-- WHAT IS BEING ASKED --
What is needed is an exact copy of the line with "What do you see at coordinates (444, 971)" and all lines that follow it in the entries below, the last line included.

-- EXERCISE DATA --
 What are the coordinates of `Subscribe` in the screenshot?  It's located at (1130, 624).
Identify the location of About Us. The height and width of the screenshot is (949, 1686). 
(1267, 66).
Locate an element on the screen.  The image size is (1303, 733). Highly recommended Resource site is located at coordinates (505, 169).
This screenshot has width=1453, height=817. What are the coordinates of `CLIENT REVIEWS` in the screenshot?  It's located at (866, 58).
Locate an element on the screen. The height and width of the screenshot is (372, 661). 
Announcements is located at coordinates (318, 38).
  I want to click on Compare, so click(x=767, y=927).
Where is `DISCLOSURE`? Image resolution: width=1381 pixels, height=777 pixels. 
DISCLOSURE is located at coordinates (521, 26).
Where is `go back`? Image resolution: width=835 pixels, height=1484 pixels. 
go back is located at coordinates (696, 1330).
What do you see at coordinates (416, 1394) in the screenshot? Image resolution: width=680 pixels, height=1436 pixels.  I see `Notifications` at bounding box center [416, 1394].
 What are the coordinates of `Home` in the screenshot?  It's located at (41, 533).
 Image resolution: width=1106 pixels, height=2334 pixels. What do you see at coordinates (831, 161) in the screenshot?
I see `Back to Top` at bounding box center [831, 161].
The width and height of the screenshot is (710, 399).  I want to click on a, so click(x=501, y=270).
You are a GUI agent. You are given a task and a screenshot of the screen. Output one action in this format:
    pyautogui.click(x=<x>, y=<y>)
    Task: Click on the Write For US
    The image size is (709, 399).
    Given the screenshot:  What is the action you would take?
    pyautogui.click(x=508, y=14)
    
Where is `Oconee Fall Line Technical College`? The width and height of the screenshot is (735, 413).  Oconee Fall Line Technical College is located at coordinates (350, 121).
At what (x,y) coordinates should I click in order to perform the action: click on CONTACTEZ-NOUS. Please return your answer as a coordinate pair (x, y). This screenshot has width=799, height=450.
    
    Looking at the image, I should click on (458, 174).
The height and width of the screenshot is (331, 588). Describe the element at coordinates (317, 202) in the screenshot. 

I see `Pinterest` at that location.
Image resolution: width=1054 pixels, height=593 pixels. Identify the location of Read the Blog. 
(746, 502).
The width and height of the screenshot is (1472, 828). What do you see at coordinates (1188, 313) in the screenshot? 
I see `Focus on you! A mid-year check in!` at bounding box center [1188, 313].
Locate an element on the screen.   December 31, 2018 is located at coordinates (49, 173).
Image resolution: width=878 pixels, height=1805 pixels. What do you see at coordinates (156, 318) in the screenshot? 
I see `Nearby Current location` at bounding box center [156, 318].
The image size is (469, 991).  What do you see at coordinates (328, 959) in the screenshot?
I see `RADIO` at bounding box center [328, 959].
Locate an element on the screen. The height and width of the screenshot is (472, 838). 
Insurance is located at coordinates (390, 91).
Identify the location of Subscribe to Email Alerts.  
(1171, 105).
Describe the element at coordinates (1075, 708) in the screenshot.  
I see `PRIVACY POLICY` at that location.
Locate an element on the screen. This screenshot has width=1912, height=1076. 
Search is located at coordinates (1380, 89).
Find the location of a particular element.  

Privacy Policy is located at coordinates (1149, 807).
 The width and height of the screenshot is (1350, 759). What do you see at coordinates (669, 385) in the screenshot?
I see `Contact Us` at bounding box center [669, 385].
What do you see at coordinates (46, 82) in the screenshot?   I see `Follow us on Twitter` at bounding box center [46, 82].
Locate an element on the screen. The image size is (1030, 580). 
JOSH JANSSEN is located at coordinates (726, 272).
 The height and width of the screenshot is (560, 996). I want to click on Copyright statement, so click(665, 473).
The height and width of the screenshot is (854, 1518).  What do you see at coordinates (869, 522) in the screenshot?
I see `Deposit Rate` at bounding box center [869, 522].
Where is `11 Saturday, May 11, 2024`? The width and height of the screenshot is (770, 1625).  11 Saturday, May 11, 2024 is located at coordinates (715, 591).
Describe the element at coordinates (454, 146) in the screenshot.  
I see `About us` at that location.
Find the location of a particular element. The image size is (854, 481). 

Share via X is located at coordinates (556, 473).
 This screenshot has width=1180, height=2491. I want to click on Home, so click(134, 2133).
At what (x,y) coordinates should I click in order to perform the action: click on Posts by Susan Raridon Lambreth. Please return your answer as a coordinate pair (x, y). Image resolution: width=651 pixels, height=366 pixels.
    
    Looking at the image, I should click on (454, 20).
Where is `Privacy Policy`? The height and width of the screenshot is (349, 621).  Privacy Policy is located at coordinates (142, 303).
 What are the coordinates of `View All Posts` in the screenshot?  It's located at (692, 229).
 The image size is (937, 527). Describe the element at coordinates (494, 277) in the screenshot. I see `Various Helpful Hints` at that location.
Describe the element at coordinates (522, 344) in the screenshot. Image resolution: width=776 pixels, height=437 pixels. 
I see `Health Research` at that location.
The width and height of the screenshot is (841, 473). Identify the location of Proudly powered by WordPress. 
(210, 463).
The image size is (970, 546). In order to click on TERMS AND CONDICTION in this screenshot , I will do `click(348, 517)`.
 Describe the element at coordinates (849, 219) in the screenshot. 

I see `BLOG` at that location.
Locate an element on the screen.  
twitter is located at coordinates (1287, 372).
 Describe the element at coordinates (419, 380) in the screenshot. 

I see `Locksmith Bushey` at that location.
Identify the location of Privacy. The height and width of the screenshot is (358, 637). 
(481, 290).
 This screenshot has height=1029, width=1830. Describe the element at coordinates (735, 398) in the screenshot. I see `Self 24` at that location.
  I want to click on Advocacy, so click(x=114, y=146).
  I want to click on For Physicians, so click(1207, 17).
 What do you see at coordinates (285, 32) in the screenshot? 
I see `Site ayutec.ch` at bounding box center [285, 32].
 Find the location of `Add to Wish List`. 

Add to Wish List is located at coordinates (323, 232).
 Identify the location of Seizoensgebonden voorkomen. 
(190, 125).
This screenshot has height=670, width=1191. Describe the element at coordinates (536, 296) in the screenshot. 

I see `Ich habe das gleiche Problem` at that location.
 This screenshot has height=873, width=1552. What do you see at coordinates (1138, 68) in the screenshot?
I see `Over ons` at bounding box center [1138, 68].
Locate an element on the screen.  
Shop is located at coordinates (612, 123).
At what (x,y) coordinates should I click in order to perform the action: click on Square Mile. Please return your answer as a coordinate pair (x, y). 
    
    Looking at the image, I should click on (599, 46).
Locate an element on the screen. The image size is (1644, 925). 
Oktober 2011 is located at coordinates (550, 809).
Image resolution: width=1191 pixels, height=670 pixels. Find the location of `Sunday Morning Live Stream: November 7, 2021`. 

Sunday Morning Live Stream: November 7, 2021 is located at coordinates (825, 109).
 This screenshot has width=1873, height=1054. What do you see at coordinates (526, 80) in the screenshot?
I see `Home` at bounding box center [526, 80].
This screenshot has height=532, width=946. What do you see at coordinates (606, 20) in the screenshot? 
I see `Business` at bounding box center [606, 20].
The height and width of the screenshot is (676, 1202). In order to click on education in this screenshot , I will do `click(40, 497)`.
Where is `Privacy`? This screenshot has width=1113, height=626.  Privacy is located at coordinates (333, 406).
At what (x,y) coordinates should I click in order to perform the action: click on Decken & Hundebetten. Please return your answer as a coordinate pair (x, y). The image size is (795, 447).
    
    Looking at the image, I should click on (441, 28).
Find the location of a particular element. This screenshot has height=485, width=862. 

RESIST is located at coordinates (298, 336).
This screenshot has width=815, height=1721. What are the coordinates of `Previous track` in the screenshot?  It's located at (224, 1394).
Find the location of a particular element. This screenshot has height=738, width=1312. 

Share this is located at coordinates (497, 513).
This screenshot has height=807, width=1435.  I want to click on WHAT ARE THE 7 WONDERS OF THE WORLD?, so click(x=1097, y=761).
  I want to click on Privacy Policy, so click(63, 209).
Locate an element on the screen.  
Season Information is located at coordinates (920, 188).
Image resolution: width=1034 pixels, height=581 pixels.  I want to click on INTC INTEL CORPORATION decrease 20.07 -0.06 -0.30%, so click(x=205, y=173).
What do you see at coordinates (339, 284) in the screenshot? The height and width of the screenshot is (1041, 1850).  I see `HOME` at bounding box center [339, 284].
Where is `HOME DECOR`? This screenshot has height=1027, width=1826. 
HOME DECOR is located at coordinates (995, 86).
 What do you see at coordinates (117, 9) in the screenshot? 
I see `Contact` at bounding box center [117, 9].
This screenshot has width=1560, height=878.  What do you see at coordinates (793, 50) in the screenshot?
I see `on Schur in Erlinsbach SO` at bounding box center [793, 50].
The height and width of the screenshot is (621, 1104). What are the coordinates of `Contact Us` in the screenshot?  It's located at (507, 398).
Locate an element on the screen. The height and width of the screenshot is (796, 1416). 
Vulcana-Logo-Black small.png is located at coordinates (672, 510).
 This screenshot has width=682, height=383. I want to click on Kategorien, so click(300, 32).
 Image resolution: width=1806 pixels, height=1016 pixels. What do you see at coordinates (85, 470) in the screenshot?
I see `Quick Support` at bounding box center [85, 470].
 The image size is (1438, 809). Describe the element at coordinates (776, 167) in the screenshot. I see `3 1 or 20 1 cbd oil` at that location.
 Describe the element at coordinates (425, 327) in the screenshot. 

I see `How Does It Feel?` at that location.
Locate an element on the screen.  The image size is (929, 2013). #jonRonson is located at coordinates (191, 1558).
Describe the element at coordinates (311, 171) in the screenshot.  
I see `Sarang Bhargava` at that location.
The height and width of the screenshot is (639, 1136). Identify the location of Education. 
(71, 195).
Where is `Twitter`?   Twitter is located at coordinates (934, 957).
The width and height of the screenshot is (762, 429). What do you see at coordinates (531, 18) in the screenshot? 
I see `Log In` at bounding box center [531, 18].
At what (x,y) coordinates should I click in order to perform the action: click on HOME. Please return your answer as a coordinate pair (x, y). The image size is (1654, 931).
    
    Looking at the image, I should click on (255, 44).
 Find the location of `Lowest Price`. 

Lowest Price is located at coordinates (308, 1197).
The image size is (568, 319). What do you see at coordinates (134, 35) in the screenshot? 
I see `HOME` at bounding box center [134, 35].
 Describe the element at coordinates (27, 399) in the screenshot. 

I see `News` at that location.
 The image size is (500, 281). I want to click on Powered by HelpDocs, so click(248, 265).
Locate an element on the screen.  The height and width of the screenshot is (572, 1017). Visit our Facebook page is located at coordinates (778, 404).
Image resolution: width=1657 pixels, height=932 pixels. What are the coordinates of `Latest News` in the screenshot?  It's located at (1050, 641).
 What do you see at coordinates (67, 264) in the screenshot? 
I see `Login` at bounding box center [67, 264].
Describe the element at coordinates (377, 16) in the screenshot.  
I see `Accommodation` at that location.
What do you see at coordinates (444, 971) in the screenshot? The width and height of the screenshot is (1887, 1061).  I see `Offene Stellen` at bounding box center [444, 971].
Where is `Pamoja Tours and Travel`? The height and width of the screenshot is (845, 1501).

-- EXERCISE RESULT --
What do you see at coordinates (444, 971) in the screenshot? The width and height of the screenshot is (1887, 1061).  I see `Offene Stellen` at bounding box center [444, 971].
Where is `Pamoja Tours and Travel`? The height and width of the screenshot is (845, 1501).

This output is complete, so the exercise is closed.